Cameron makes first speech to party conference as UK leader, warns over tough spending cuts

By David Stringer, AP
Wednesday, October 6, 2010

Cameron makes first conference speech as UK leader

LONDON — David Cameron addresses his party’s annual conference Wednesday for the first time as Britain’s prime minister — with a message that tough spending cuts will likely stir public unrest.

Cameron, who became British leader in May after forming a coalition government following an inconclusive election, plans to urge activists and ministers to steel themselves for difficult months ahead, and a likely dive in the party’s poll ratings.

About 7,000 protesters — including health workers and teachers — marched outside the party’s convention in the central English city of Birmingham on Sunday to demonstrate against spending cuts and further protests are planned later this month.

Economists claim that austerity measures already announced, including a two-year freeze on most public sector pay and a rise in a tax on goods and services, will likely harm poor families.

According to excerpts of his speech released in advance, Cameron planned to assure the public that Britain’s richer residents will also feel the impact of budget restraint.

“As we work to balance the budget … it is fair that those with broader shoulders bear greater load,” he planned to say, according to the excerpts.

Treasury chief George Osborne will announce a five-year program of cuts in an address to Parliament on Oct. 20, as he takes an ax to government departments and welfare programs to clear the country’s record debts.

Osborne, who is seeking to save about 86 billion pounds ($135 billion) in government spending over the next five years, says families in which one parent earns more than 44,000 pounds ($70,000) per year will lose child benefit payments from 2013. Currently, all families are paid 20 pounds ($32) a week for their eldest child and about 13 pounds ($20) for other children.

Cameron said the idea should have been included in his party’s election manifesto, or the pact drafted when his Conservative Party forged a coalition deal with the smaller Liberal Democrats. “I acknowledge this was not in our manifesto. Of course I am sorry about that,” he told ITV News.

But the leader defended the planned squeeze on benefits and a planned cap on payments to jobless families — aimed at ensuring those out of work can’t claim more in benefits than others can earn in jobs.

“We will make a bold choice. For too long, we have measured success in tackling poverty by the size of the check we give people … ,” Cameron’ text read. “If you really can’t work, we’ll look after you. But if you can work but refuse to work, we will not let you live off the hard work of others.”

Before Cameron’s speech, defense secretary Liam Fox told the rally that Britain’s fleet of nuclear-missile armed submarines would not be sacrificed under the spending cuts.

The fate of a planned 20-billion-pound ($32 billion) upgrade to the nuclear fleet has been under review by ministers, but Fox insisted it would go ahead. However, he did not specify if the government planned to reduce the number of submarines from four to three, or whether he will recommend a delay to the program until after current budget trimming is completed.

Fox repeated Cameron’s assertion that British troops would not have a combat role in Afghanistan beyond 2015 — and took a swipe at critics who have questioned the value of the mission there.

“It is fashionable to be pessimistic about Afghanistan, but there is real progress being made,” Fox told the convention.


# Exercise description:
What is needed is every line of the data that includes the word "callout". Please copy each one.

# Data for analysis:
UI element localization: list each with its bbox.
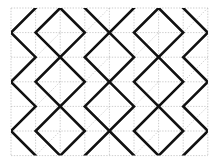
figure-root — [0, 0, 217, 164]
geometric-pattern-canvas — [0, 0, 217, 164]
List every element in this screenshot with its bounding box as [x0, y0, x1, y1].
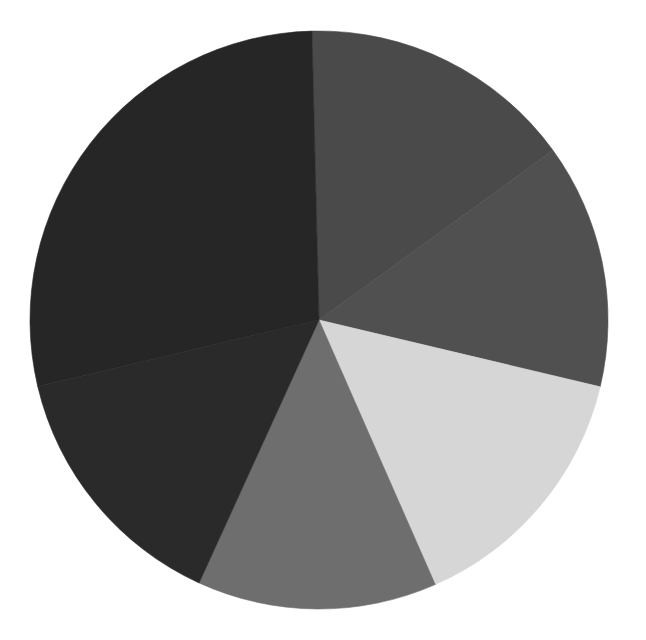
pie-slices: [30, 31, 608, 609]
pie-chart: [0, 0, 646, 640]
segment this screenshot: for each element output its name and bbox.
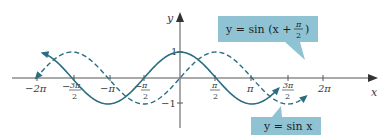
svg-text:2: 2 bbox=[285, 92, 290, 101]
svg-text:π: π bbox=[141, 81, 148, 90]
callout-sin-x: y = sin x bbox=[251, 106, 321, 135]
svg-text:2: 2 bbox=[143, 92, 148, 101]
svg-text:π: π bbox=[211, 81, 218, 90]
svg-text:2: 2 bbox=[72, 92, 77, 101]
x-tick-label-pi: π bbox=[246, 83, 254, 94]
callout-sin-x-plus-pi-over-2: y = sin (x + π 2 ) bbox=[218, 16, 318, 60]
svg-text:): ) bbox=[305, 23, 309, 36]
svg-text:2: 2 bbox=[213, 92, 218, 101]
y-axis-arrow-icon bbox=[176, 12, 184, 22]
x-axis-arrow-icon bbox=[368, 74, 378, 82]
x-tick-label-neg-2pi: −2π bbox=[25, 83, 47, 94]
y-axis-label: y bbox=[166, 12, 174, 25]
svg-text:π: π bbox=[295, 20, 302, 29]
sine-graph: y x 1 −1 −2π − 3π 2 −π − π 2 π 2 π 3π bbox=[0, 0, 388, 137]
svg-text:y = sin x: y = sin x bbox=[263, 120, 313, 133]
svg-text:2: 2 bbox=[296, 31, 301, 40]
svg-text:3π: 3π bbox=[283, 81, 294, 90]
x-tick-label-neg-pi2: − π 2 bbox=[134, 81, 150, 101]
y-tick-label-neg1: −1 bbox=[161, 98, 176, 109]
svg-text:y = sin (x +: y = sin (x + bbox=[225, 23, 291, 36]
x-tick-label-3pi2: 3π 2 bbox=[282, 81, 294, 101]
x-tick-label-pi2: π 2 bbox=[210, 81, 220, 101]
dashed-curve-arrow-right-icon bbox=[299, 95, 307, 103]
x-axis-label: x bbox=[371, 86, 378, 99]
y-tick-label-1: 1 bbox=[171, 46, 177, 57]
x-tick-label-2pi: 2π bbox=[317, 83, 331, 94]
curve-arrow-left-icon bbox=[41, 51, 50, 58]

...

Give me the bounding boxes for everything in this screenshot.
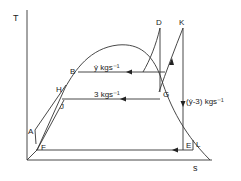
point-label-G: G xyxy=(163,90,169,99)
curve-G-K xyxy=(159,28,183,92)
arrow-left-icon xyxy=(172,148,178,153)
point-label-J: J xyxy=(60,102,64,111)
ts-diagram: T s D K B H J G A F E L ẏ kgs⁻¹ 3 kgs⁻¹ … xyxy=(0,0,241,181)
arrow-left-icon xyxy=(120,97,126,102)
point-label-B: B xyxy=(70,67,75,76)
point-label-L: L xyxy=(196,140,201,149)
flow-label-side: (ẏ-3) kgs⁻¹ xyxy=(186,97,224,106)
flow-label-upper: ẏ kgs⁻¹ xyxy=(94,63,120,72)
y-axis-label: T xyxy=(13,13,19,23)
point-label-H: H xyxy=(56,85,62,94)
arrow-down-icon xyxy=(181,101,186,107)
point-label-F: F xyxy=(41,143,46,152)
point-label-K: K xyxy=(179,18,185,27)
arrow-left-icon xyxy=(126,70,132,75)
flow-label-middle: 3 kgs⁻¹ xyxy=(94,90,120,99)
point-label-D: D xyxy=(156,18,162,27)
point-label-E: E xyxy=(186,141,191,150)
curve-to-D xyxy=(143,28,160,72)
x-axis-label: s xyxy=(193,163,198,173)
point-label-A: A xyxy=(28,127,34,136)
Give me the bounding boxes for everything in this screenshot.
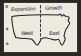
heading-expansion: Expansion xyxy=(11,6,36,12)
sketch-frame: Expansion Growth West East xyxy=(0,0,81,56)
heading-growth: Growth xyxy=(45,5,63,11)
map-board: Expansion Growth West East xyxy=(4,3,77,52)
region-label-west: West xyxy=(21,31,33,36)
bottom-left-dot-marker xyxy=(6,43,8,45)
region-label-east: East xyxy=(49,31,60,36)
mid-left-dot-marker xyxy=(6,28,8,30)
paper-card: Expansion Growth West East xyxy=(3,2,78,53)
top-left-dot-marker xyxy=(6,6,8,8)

--

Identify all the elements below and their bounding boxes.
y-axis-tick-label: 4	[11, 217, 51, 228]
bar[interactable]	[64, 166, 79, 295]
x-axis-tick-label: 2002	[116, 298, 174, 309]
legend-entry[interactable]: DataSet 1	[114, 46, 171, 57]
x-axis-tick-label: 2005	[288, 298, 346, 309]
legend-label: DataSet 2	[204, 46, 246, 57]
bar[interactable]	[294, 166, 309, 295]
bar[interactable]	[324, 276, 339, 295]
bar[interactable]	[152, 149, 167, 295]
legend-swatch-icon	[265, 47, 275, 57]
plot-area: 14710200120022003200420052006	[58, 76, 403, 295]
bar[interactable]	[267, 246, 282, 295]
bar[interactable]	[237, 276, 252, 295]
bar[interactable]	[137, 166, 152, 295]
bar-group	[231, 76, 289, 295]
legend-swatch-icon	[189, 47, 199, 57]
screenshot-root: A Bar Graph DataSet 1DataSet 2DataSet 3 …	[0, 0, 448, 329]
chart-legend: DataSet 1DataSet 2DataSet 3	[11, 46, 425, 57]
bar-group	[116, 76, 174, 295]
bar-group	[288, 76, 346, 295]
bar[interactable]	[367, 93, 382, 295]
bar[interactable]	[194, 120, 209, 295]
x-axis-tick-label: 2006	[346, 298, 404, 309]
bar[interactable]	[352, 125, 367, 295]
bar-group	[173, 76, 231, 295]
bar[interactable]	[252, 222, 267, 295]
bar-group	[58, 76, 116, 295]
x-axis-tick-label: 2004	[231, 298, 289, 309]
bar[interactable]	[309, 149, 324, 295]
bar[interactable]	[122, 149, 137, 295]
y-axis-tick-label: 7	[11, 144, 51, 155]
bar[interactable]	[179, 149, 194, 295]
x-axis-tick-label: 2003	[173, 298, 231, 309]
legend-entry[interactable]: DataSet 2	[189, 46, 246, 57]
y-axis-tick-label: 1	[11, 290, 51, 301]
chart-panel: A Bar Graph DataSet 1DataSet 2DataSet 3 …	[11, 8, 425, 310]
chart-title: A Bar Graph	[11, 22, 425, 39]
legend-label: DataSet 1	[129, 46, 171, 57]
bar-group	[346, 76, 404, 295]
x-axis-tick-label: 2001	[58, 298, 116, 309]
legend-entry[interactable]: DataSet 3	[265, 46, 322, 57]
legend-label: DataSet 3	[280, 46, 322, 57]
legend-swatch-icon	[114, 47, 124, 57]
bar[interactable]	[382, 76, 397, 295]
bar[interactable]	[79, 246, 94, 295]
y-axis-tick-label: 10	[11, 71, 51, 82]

# Solution below:
callout-sin-x: y = sin x bbox=[251, 106, 321, 135]
callout-sin-x-plus-pi-over-2: y = sin (x + π 2 ) bbox=[218, 16, 318, 60]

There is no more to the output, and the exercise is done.